The main difference I see between older legacy carriers and the relatively newer airlines revolves around customer service and personalization of the customer. I think legacy management teams focus far too much on the spreadsheet aspects of the operation and not nearly enough time on what really happens or doesn’t happen between walking through the first door of a terminal building and the last door past baggage claim.
If I were king for the day, every upper management level employee would be required to spend some number of days every month mixing in with each of the various labor groups.
Is there one particular chart that you are proudest of?
That’s an easy answer for me. I have a chart that’s never been seen before. It’s the center point for a great deal of research I’ve been doing. If I had my way, this chart would be a large picture over the top of every airline ticket counter and every politician driving for lower airfares, would have to explain what this graph is telling us.

If you spend a little time interpreting this chart, the story will tell you why the airlines have so many problems and when they started.
Unfortunately, most of the media stories and especially politicians are focused on the cost side of the airline industry. There is continuous pressure to make the airlines into a low cost, mass transit system albeit with several airlines competing for little more than cash flow. Of course, while everyone wants very low airfares, they also expect unprecedented safety, new and clean aircraft, on-time arrivals, no cancellations and much better customer service than we currently have.
In my opinion, on-going problems for the airlines are not caused by the cost side. Problems for the airline industry are absolutely caused by a lack of revenue.
Historical data shows passenger fare yields and costs moved in tangent with CPI inflation through the 70′s and into the very early 1980′s (note: the airline deregulation bill passed in 1978).
From approximately 1982 through today, passenger fare yields have been virtually flat.

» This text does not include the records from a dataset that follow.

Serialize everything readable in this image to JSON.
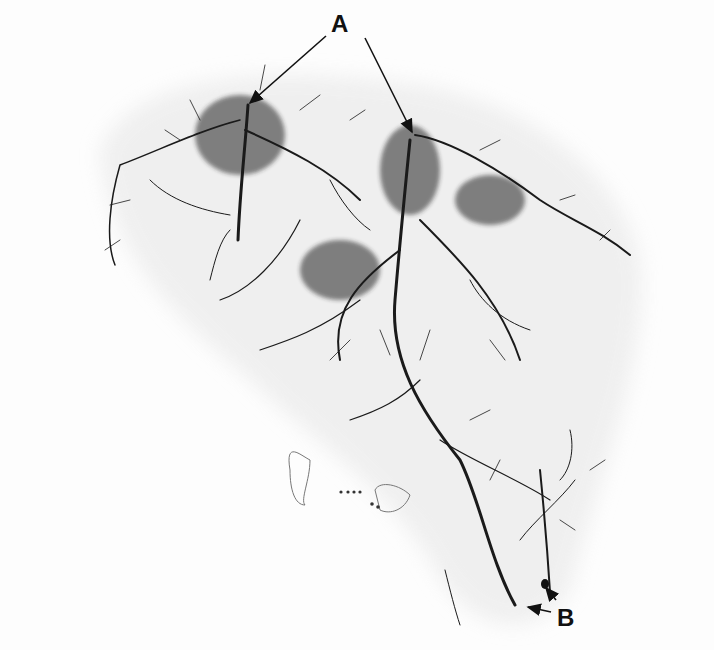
{
  "figure": {
    "labels": [
      {
        "id": "A",
        "text": "A",
        "x": 333,
        "y": 38,
        "arrow_targets": [
          [
            248,
            102
          ],
          [
            413,
            132
          ]
        ]
      },
      {
        "id": "B",
        "text": "B",
        "x": 556,
        "y": 620,
        "arrow_targets": [
          [
            527,
            610
          ],
          [
            547,
            590
          ]
        ]
      }
    ],
    "colors": {
      "background": "#fdfdfd",
      "tissue_haze": "#ececec",
      "process": "#1a1a1a",
      "label": "#111111"
    }
  }
}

As my graph shows, if fare yields were adjusted for CPI, the current passenger fare yield would be well over twice the current rates (yield is the amount for one paid passenger flying one mile).

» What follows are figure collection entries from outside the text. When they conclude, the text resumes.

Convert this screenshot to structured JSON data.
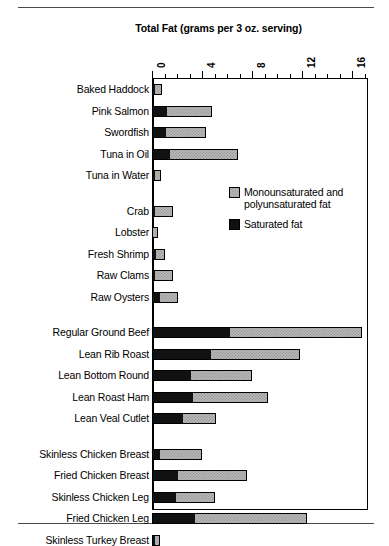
{
  "page": {
    "top_rule": true,
    "bottom_rule": true
  },
  "chart_data": {
    "type": "bar",
    "orientation": "horizontal",
    "stacked": true,
    "title": "Total Fat (grams per 3 oz. serving)",
    "xlabel": "",
    "ylabel": "",
    "xlim": [
      0,
      17.3
    ],
    "xticks": [
      "0",
      "4",
      "8",
      "12",
      "16"
    ],
    "xtick_values": [
      0,
      4,
      8,
      12,
      16
    ],
    "minor_tick_step": 1,
    "grid": false,
    "legend_position": "inside-right",
    "legend": [
      "Monounsaturated and polyunsaturated fat",
      "Saturated fat"
    ],
    "series": [
      {
        "name": "Saturated fat",
        "color": "#111111"
      },
      {
        "name": "Monounsaturated and polyunsaturated fat",
        "color": "#b8b8b8"
      }
    ],
    "groups": [
      {
        "name": "fish",
        "items": [
          {
            "category": "Baked Haddock",
            "saturated": 0.2,
            "unsaturated": 0.6
          },
          {
            "category": "Pink Salmon",
            "saturated": 1.2,
            "unsaturated": 3.6
          },
          {
            "category": "Swordfish",
            "saturated": 1.1,
            "unsaturated": 3.2
          },
          {
            "category": "Tuna in Oil",
            "saturated": 1.4,
            "unsaturated": 5.5
          },
          {
            "category": "Tuna in Water",
            "saturated": 0.2,
            "unsaturated": 0.5
          }
        ]
      },
      {
        "name": "shellfish",
        "items": [
          {
            "category": "Crab",
            "saturated": 0.2,
            "unsaturated": 1.5
          },
          {
            "category": "Lobster",
            "saturated": 0.1,
            "unsaturated": 0.4
          },
          {
            "category": "Fresh Shrimp",
            "saturated": 0.3,
            "unsaturated": 0.7
          },
          {
            "category": "Raw Clams",
            "saturated": 0.2,
            "unsaturated": 1.5
          },
          {
            "category": "Raw Oysters",
            "saturated": 0.6,
            "unsaturated": 1.5
          }
        ]
      },
      {
        "name": "meat",
        "items": [
          {
            "category": "Regular Ground Beef",
            "saturated": 6.2,
            "unsaturated": 10.6
          },
          {
            "category": "Lean Rib Roast",
            "saturated": 4.7,
            "unsaturated": 7.1
          },
          {
            "category": "Lean Bottom Round",
            "saturated": 3.1,
            "unsaturated": 4.9
          },
          {
            "category": "Lean Roast Ham",
            "saturated": 3.3,
            "unsaturated": 6.0
          },
          {
            "category": "Lean Veal Cutlet",
            "saturated": 2.5,
            "unsaturated": 2.6
          }
        ]
      },
      {
        "name": "poultry",
        "items": [
          {
            "category": "Skinless Chicken Breast",
            "saturated": 0.6,
            "unsaturated": 3.4
          },
          {
            "category": "Fried Chicken Breast",
            "saturated": 2.1,
            "unsaturated": 5.5
          },
          {
            "category": "Skinless Chicken Leg",
            "saturated": 1.9,
            "unsaturated": 3.1
          },
          {
            "category": "Fried Chicken Leg",
            "saturated": 3.4,
            "unsaturated": 9.0
          },
          {
            "category": "Skinless Turkey Breast",
            "saturated": 0.2,
            "unsaturated": 0.4
          }
        ]
      }
    ]
  }
}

All of us understand how every day costs have increased over the last 30 years. For the airline industry, while costs of everything continuously increased, passenger fare yields for the last 30 years have stayed in a range of 11.0 cents to a high of 13.75 cents per mile. If passenger fare yields had continued up with inflation since the early 1980′s, they would currently be approximately 32 cents per mile.
For the last 30 years, opposed to raising fares to cover increasing costs, airlines offset their rise in costs by increasing the number of average passengers on each flight.
On a cash flow basis, this business plan worked more or less OK until 9/11 came along and passenger demand rapidly decreased at the same time costs were being driven up.
In 2003 when oil spiked up, there was no way for airlines to increase passenger fares high enough and fast enough to keep up with the unpredictable cost of jet fuel.
Through 1999, the cost of jet fuel for the entire US airline industry was approximately $11 billion or less each year. In 2008 the airlines paid $58 billion for jet fuel.
Since airlines were already at nearly maximum capacity in seats sold and passengers weren’t willing to pay higher fares, something had to pay for this huge increase in fuel costs.
What paid for the staggering fuel cost increase since 2003 was primarily a combination of labor concessions, reduced customer service and a deterioration of each airlines financial balance sheet to include the bankruptcy or restructuring of every major airline.
There aren’t a lot of other airline analysts out there. What do you peers say to you about your research? And what do you think of theirs?
I’m an independent analyst. Most analysts work for large financial institutions.
In the end, most of what an analyst does is make an opinionated interpretation of data that does not have just yes or no answers. Longer-term projections for airlines are little more than educated guesses. Credibility for an analyst is a requirement to succeed long-term. Like all professions, some analysts are better than others.